If the legal marketing strategy for your law company depends on online marketing, niche marketing to particular industries, traditional advertising, or just retaining and growing a share of your stable of clients, you’ll need to generate content.
Content is an essential part of legal marketing, and without it you may as well not bother with a law firm marketing plan. However, producing content requires hard work, and you want to make the most of the material you manage to produce. Here are just a few ideas to help you use the two most commonly produced types of legal marketing content as best you can.
Law Firm Marketing – Written material (blogs, email alerts, brochures, guides, information sheets)
If you have written any worthwhile, interesting material of any of the types above, don’t only send it off once or print it and leave it to sit in your reception area. You should distribute that content as widely as possible. For every piece of writing you produce, consider:
- Have I sent it to as many, relevant, clients as I can?
- Is it loaded onto my website?
- Have I sent it direct to referrers, associates and other professionals?
- Have I linked it with a post on Facebook and a tweet on Twitter?
- Has it been sent to media contacts?
- Are others in my company aware of it and can they explain it further if a client questions them about it?
- Can I turn it into a different type of content and distribute in a different format?
Law Firm Marketing – Presentations
Presentations are usually written with a particular audience in mind, or because of a particular request. As a result they tend to be presented only once then left to stagnate. All of the time involved in preparing it results in just one showing. To get far more out of your presentation consider:
- What other companies could I show it to?
- How can I let the most people know about it?
- Have I discussed it on my website, Facebook, Twitter, and offered to present it to others?
- Can I send the presentation in hard copy to people who couldn’t attend the seminar?
- Could I record an audio or video of the presentation and distribute it via email or directly?
- Is it viable to write an article or blog discussing questions that arose from the presentation?
- Have I followed up with additional content to all the people who attended the presentation?
Although these ideas might feel like additional work just when you’ve possibly created a dent in your monthly billings with the amount of time you spent preparing the first lot of material, it is essential to consider that it’s far easier to use a tiny amount of time at the end to really maximise on what you’ve already produced than it is to produced a completely new piece of legal marketing material.
Improve the benefits of all the time you put into law firm marketing and you’ll find that the next time you create some content you’ll feel more positive about how effective that content will be.
John Gray is a practising lawyer and the Senior Marketer at John Gray Marketing, an Australian specialist law firm and legal marketing consultancy. If you are interested in law marketing, legal marketing and marketing for lawyers, contact John Gray today.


WHAT THE TASK ASKS - From the first line to the last, reproduce the records exactly as they appear below.

(Data entries)
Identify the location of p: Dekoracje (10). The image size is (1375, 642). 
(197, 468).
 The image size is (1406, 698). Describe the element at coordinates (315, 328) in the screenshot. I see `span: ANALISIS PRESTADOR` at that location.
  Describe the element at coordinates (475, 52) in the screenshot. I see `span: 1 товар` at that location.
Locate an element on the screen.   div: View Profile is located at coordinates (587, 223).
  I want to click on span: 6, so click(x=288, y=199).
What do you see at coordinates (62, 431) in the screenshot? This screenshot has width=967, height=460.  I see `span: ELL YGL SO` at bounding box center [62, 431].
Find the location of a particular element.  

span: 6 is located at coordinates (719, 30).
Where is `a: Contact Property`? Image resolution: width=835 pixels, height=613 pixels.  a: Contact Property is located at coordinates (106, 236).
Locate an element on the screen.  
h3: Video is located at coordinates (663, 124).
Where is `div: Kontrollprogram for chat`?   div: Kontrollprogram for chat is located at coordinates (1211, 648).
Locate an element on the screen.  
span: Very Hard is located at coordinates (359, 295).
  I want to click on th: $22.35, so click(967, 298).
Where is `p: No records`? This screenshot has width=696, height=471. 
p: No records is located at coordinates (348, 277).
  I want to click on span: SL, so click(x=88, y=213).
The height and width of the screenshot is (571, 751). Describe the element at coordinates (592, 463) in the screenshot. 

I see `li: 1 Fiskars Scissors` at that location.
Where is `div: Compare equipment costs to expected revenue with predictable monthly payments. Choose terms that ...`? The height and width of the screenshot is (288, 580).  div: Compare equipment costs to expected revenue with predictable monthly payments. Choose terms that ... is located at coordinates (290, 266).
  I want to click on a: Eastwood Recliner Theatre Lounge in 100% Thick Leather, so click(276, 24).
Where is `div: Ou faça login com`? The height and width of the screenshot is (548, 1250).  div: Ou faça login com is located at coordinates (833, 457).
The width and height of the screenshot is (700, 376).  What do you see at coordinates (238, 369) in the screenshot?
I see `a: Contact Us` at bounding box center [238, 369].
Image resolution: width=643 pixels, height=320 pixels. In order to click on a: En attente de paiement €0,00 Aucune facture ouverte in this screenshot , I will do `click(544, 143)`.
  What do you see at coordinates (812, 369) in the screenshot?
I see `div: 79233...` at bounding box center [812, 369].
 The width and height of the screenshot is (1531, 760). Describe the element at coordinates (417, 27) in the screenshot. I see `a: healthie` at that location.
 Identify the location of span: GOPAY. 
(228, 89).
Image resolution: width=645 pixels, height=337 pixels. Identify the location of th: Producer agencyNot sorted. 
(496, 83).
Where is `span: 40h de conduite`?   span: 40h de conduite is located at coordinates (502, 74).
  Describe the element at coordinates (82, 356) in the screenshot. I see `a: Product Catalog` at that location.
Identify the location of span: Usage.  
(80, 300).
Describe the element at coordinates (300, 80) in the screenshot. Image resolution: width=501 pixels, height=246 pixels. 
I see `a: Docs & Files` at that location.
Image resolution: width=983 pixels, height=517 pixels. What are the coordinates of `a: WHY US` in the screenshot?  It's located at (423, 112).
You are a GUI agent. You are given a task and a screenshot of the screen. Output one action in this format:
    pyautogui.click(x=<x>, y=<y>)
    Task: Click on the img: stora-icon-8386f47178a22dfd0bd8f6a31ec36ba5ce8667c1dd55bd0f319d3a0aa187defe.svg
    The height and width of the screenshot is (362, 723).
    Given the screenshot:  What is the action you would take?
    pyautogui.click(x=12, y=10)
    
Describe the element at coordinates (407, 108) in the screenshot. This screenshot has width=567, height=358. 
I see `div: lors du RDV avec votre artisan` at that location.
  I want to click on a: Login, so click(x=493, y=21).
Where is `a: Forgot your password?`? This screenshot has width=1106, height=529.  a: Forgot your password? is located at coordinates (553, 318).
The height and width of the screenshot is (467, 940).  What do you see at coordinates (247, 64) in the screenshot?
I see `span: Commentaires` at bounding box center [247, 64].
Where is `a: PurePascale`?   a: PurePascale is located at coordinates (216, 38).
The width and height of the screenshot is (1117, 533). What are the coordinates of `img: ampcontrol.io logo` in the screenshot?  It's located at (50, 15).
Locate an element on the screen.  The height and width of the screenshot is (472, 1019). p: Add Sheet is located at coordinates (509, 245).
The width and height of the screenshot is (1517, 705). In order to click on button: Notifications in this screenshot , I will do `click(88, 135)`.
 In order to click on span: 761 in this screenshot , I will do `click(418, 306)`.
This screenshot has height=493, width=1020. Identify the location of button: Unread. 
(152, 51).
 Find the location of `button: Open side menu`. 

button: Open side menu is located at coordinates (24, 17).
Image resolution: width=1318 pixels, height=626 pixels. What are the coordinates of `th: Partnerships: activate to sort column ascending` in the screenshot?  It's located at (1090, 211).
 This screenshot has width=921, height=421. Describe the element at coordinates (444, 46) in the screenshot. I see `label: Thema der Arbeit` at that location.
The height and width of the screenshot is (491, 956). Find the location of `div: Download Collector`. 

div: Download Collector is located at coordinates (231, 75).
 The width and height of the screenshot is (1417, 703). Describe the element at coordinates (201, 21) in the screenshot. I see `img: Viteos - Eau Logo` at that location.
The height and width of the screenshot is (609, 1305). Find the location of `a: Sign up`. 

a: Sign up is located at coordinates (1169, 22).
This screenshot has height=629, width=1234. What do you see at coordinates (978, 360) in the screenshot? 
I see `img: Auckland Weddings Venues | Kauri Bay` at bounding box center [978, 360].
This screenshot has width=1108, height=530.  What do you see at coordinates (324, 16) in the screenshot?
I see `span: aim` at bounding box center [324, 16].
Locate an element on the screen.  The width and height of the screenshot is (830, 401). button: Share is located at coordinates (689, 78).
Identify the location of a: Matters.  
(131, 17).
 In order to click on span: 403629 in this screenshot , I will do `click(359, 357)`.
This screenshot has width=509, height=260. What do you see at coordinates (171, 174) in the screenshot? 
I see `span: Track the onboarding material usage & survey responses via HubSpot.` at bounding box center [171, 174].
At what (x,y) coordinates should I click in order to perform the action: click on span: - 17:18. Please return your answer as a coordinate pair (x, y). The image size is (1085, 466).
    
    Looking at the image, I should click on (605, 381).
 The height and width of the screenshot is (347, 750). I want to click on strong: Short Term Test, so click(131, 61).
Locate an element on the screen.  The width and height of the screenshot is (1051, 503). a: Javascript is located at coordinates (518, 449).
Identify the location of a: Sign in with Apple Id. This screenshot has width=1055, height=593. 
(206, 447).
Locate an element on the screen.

ANSWER SPACE -
Identify the location of p: Dekoracje (10). The image size is (1375, 642). 
(197, 468).
 The image size is (1406, 698). Describe the element at coordinates (315, 328) in the screenshot. I see `span: ANALISIS PRESTADOR` at that location.
  Describe the element at coordinates (475, 52) in the screenshot. I see `span: 1 товар` at that location.
Locate an element on the screen.   div: View Profile is located at coordinates (587, 223).
  I want to click on span: 6, so click(x=288, y=199).
What do you see at coordinates (62, 431) in the screenshot? This screenshot has width=967, height=460.  I see `span: ELL YGL SO` at bounding box center [62, 431].
Find the location of a particular element.  

span: 6 is located at coordinates (719, 30).
Where is `a: Contact Property`? Image resolution: width=835 pixels, height=613 pixels.  a: Contact Property is located at coordinates (106, 236).
Locate an element on the screen.  
h3: Video is located at coordinates (663, 124).
Where is `div: Kontrollprogram for chat`?   div: Kontrollprogram for chat is located at coordinates (1211, 648).
Locate an element on the screen.  
span: Very Hard is located at coordinates (359, 295).
  I want to click on th: $22.35, so click(967, 298).
Where is `p: No records`? This screenshot has width=696, height=471. 
p: No records is located at coordinates (348, 277).
  I want to click on span: SL, so click(x=88, y=213).
The height and width of the screenshot is (571, 751). Describe the element at coordinates (592, 463) in the screenshot. 

I see `li: 1 Fiskars Scissors` at that location.
Where is `div: Compare equipment costs to expected revenue with predictable monthly payments. Choose terms that ...`? The height and width of the screenshot is (288, 580).  div: Compare equipment costs to expected revenue with predictable monthly payments. Choose terms that ... is located at coordinates (290, 266).
  I want to click on a: Eastwood Recliner Theatre Lounge in 100% Thick Leather, so click(276, 24).
Where is `div: Ou faça login com`? The height and width of the screenshot is (548, 1250).  div: Ou faça login com is located at coordinates (833, 457).
The width and height of the screenshot is (700, 376).  What do you see at coordinates (238, 369) in the screenshot?
I see `a: Contact Us` at bounding box center [238, 369].
Image resolution: width=643 pixels, height=320 pixels. In order to click on a: En attente de paiement €0,00 Aucune facture ouverte in this screenshot , I will do `click(544, 143)`.
  What do you see at coordinates (812, 369) in the screenshot?
I see `div: 79233...` at bounding box center [812, 369].
 The width and height of the screenshot is (1531, 760). Describe the element at coordinates (417, 27) in the screenshot. I see `a: healthie` at that location.
 Identify the location of span: GOPAY. 
(228, 89).
Image resolution: width=645 pixels, height=337 pixels. Identify the location of th: Producer agencyNot sorted. 
(496, 83).
Where is `span: 40h de conduite`?   span: 40h de conduite is located at coordinates (502, 74).
  Describe the element at coordinates (82, 356) in the screenshot. I see `a: Product Catalog` at that location.
Identify the location of span: Usage.  
(80, 300).
Describe the element at coordinates (300, 80) in the screenshot. Image resolution: width=501 pixels, height=246 pixels. 
I see `a: Docs & Files` at that location.
Image resolution: width=983 pixels, height=517 pixels. What are the coordinates of `a: WHY US` in the screenshot?  It's located at (423, 112).
You are a GUI agent. You are given a task and a screenshot of the screen. Output one action in this format:
    pyautogui.click(x=<x>, y=<y>)
    Task: Click on the img: stora-icon-8386f47178a22dfd0bd8f6a31ec36ba5ce8667c1dd55bd0f319d3a0aa187defe.svg
    The height and width of the screenshot is (362, 723).
    Given the screenshot:  What is the action you would take?
    pyautogui.click(x=12, y=10)
    
Describe the element at coordinates (407, 108) in the screenshot. This screenshot has width=567, height=358. 
I see `div: lors du RDV avec votre artisan` at that location.
  I want to click on a: Login, so click(x=493, y=21).
Where is `a: Forgot your password?`? This screenshot has width=1106, height=529.  a: Forgot your password? is located at coordinates (553, 318).
The height and width of the screenshot is (467, 940).  What do you see at coordinates (247, 64) in the screenshot?
I see `span: Commentaires` at bounding box center [247, 64].
Where is `a: PurePascale`?   a: PurePascale is located at coordinates (216, 38).
The width and height of the screenshot is (1117, 533). What are the coordinates of `img: ampcontrol.io logo` in the screenshot?  It's located at (50, 15).
Locate an element on the screen.  The height and width of the screenshot is (472, 1019). p: Add Sheet is located at coordinates (509, 245).
The width and height of the screenshot is (1517, 705). In order to click on button: Notifications in this screenshot , I will do `click(88, 135)`.
 In order to click on span: 761 in this screenshot , I will do `click(418, 306)`.
This screenshot has height=493, width=1020. Identify the location of button: Unread. 
(152, 51).
 Find the location of `button: Open side menu`. 

button: Open side menu is located at coordinates (24, 17).
Image resolution: width=1318 pixels, height=626 pixels. What are the coordinates of `th: Partnerships: activate to sort column ascending` in the screenshot?  It's located at (1090, 211).
 This screenshot has width=921, height=421. Describe the element at coordinates (444, 46) in the screenshot. I see `label: Thema der Arbeit` at that location.
The height and width of the screenshot is (491, 956). Find the location of `div: Download Collector`. 

div: Download Collector is located at coordinates (231, 75).
 The width and height of the screenshot is (1417, 703). Describe the element at coordinates (201, 21) in the screenshot. I see `img: Viteos - Eau Logo` at that location.
The height and width of the screenshot is (609, 1305). Find the location of `a: Sign up`. 

a: Sign up is located at coordinates (1169, 22).
This screenshot has height=629, width=1234. What do you see at coordinates (978, 360) in the screenshot? 
I see `img: Auckland Weddings Venues | Kauri Bay` at bounding box center [978, 360].
This screenshot has width=1108, height=530.  What do you see at coordinates (324, 16) in the screenshot?
I see `span: aim` at bounding box center [324, 16].
Locate an element on the screen.  The width and height of the screenshot is (830, 401). button: Share is located at coordinates (689, 78).
Identify the location of a: Matters.  
(131, 17).
 In order to click on span: 403629 in this screenshot , I will do `click(359, 357)`.
This screenshot has width=509, height=260. What do you see at coordinates (171, 174) in the screenshot? 
I see `span: Track the onboarding material usage & survey responses via HubSpot.` at bounding box center [171, 174].
At what (x,y) coordinates should I click in order to perform the action: click on span: - 17:18. Please return your answer as a coordinate pair (x, y). The image size is (1085, 466).
    
    Looking at the image, I should click on (605, 381).
 The height and width of the screenshot is (347, 750). I want to click on strong: Short Term Test, so click(131, 61).
Locate an element on the screen.  The width and height of the screenshot is (1051, 503). a: Javascript is located at coordinates (518, 449).
Identify the location of a: Sign in with Apple Id. This screenshot has width=1055, height=593. 
(206, 447).
Locate an element on the screen.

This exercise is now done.